Nobody had heard a peep about him, his daughter, or Moss. The three of them were gone, like smoke.
I hadn’t decided yet if that made me more nervous than knowing where they were. Bates wasn’t the sort of man to run from a fight, so I knew his absence meant his health was bad. Tex had either killed him or nearly killed him.
In time, we’d find out which was true, but I doubted the man was dead. Something told me we’d have to work harder to achieve that task. I sighed and tried to think about anything other than Bates’s eye and his voice in my dream.
If or when Bates returned, he’d be out for my blood. I’d be safer in Austin.
Chewing on the inside of my cheek, I looked over at Tex sleeping soundly beside me. He slept on his back, his face turned slightly away from me, his right hand resting on his bare chest. The blankets were down around his hips, showing off his cut stomach, muscular chest, and the cut of his hips.
He still had to wear a thin bandage over the gash in his hip where Caroline had grazed him with a bullet, but Brody told us the stiches would dissolve in a week or two, and he’d be good to go. His ribs hadn’t bothered him as much this weekend because we’d taken it easy, but he was far from healed. Every now and then if he twisted the wrong way or stood up too fast, he’d hiss in pain, and I’d be reminded of that terrible night when he’d died and I almost lost him.
Neither he nor Brody had yet to say a word about what really happened in this room that night.

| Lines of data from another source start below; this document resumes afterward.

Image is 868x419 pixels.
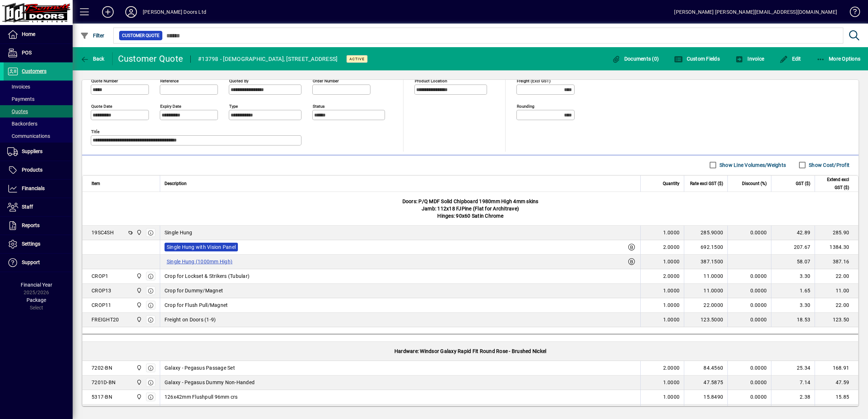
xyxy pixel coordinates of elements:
td: 40.45 [815,405,859,419]
span: Package [26,297,46,303]
span: GST ($) [796,179,810,188]
span: 126x42mm Flushpull 96mm crs [165,393,238,401]
div: 285.9000 [689,229,724,236]
div: 692.1500 [689,244,724,250]
span: POS [22,49,32,56]
button: Filter [79,29,106,42]
span: Bennett Doors Ltd [134,364,143,372]
span: Reports [22,223,39,228]
a: Backorders [3,118,73,130]
label: Single Hung with Vision Panel [165,243,238,252]
a: Knowledge Base [845,1,859,25]
mat-label: Rounding [517,104,535,108]
a: Communications [3,130,73,142]
label: Show Cost/Profit [808,162,850,169]
span: Staff [22,204,33,210]
span: Galaxy - Pegasus Passage Set [165,364,235,372]
td: 168.91 [815,361,859,376]
button: Add [96,5,119,18]
a: Quotes [3,105,73,118]
span: Financials [22,185,45,192]
span: Edit [780,56,802,62]
span: 1.0000 [663,302,680,309]
a: Payments [3,93,73,105]
mat-label: Quote date [91,104,112,108]
span: Payments [7,96,35,102]
div: FREIGHT20 [91,316,119,324]
td: 0.0000 [728,284,771,299]
label: Single Hung (1000mm High) [165,257,234,266]
td: 0.0000 [728,390,771,405]
app-page-header-button: Back [73,52,112,66]
a: Financials [3,179,73,198]
a: Invoices [3,81,73,93]
button: Back [79,52,106,66]
div: [PERSON_NAME] [PERSON_NAME][EMAIL_ADDRESS][DOMAIN_NAME] [674,6,838,18]
mat-label: Product location [415,78,447,83]
td: 3.30 [771,269,815,284]
span: 1.0000 [663,379,680,386]
button: Edit [778,52,803,66]
span: Galaxy - Pegasus Dummy Non-Handed [165,379,255,386]
span: Communications [7,133,50,139]
div: CROP1 [91,273,108,280]
div: CROP13 [91,287,112,294]
button: Documents (0) [610,52,661,66]
span: 1.0000 [663,258,680,265]
td: 3.30 [771,299,815,313]
div: 387.1500 [689,258,724,265]
td: 42.89 [771,225,815,240]
td: 47.59 [815,376,859,390]
div: 11.0000 [689,287,724,294]
div: #13798 - [DEMOGRAPHIC_DATA], [STREET_ADDRESS] [198,53,337,65]
td: 22.00 [815,269,859,284]
a: Suppliers [3,143,73,161]
span: 2.0000 [663,273,680,280]
span: Bennett Doors Ltd [134,229,143,237]
mat-label: Reference [160,78,179,83]
span: Item [91,179,100,188]
td: 6.07 [771,405,815,419]
span: Bennett Doors Ltd [134,378,143,387]
a: POS [3,44,73,62]
td: 207.67 [771,240,815,255]
button: Profile [119,5,143,18]
span: More Options [817,56,861,62]
td: 1.65 [771,284,815,299]
mat-label: Status [313,104,325,108]
td: 18.53 [771,313,815,328]
span: Bennett Doors Ltd [134,315,143,324]
div: CROP11 [91,302,112,309]
div: 7202-BN [91,364,112,372]
span: Documents (0) [612,56,659,62]
mat-label: Title [91,129,100,134]
span: Back [80,56,104,62]
span: 2.0000 [663,364,680,372]
td: 387.16 [815,255,859,269]
mat-label: Quote number [91,78,118,83]
span: Products [22,167,43,173]
span: Home [22,31,35,37]
td: 11.00 [815,284,859,299]
td: 0.0000 [728,405,771,419]
div: 19SC4SH [91,229,114,236]
td: 7.14 [771,376,815,390]
span: Single Hung [165,229,192,236]
td: 0.0000 [728,269,771,284]
span: Active [350,57,365,62]
span: Crop for Lockset & Strikers (Tubular) [165,273,249,280]
td: 123.50 [815,313,859,328]
td: 25.34 [771,361,815,376]
td: 15.85 [815,390,859,405]
td: 2.38 [771,390,815,405]
span: Backorders [7,121,37,127]
span: Support [22,259,40,265]
mat-label: Freight (excl GST) [517,78,551,83]
mat-label: Type [229,104,238,108]
button: Invoice [734,52,766,66]
div: Doors: P/Q MDF Solid Chipboard 1980mm High 4mm skins Jamb: 112x18 FJPine (Flat for Architrave) Hi... [83,192,859,225]
a: Reports [3,217,73,235]
div: 84.4560 [689,364,724,372]
span: Suppliers [22,148,43,154]
div: 11.0000 [689,273,724,280]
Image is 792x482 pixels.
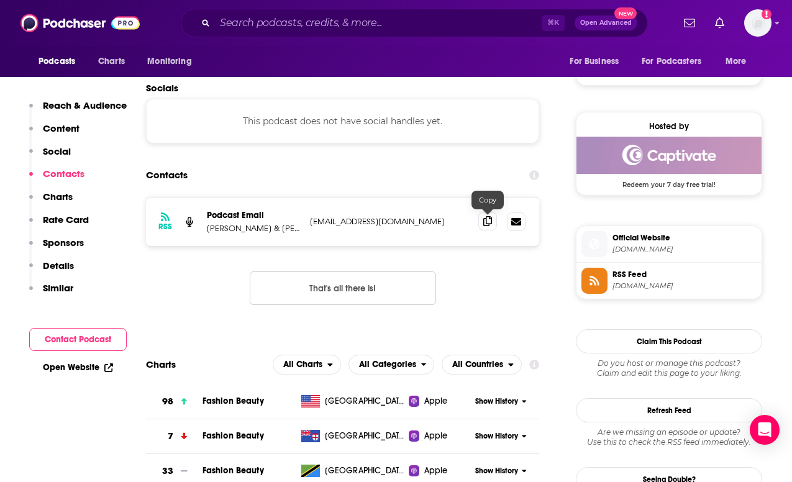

I brought it up to Brody last night. We’d all been at Grant’s, as per usual. Suzie and Mason were out in the shop tinkering away on William’s bike, trying to get the repairs underway and fix the damage I’d done. Jackson and Sam weren’t there. They were home resting.
But the rest of us sat sipping beers, shooting the shit, pretending just for the night that we were safe and all was right with the world.
At one point I caught Brody alone in the kitchen, and I’d asked him what happened. How had they pulled it off when the defibrillator didn’t work?
Brody had gone quiet and refused to look at me. A good ten seconds passed before he finally looked me in the eye and told me not to ask him about it anymore. With that, he’d left me in the kitchen staring after him.
Whatever they’d done, it scarred them both.
Tex avoided the subject all together. One of these days I’d get it out of him, but it didn’t have to be today. Today, all I wanted to be was gr
ateful.
So I curled back under the blankets and watched him sleep. Twenty or so minutes slipped through my fingers as I lay there, watching his eyelids flicker in dreams. I hoped they were more pleasant than mine. When he started to stir, I reached out and caressed his cheek, liking how the stubble on his jaw tickled my palm. He hadn’t gotten around to shaving. Things had been too crazy.
I thought the facial hair suited him.
He opened his eyes as he rolled toward me. “Were you watching me again?”
“Watching you?” I scoffed. “Why would I? That sounds terribly boring.”
“I could feel your eyes on me, woman. They’re like lasers.”
“I was thinking.”
“About?”
“About what I’m going to do next.”
His brow furrowed. “Austin or Reno, you mean?”
I propped my head up with my chin in my hand. “I made up my mind.”
He sighed and put a hand on my hip. “It’s okay. I understand.”
Poor, foolish, silly man. “I choose Reno,” I said simply.
He blinked.
I grinned in earnest. “More importantly, I choose you.”
Tex rolled on top of me and pinned me beneath him. “Don’t play games with me.”
“No games. I want to stay.”
“You’d be giving up a lot. Too much. Your home, your badge, your family. With Bates still on the loose, you’ll have to tread lightly. Keep to small circles. Will it be enough for you?”
How could he not understand yet? He was everything to me. Not enough?
“I could have everything in the world, and if you weren’t in it? It would never be enough,” I said. “You’re infuriating. You smoke like a chimney. You’re stubborn as hell and nobody makes me as angry as you do. But nobody fills me up the way you do, either. I like who I am with you, Tex. I can be myself. This is something rare between us. I can’t give it up. Not for a badge, or a job, or anything.”
He searched my eyes as if looking for a lie, like he didn’t quite believe what I was saying.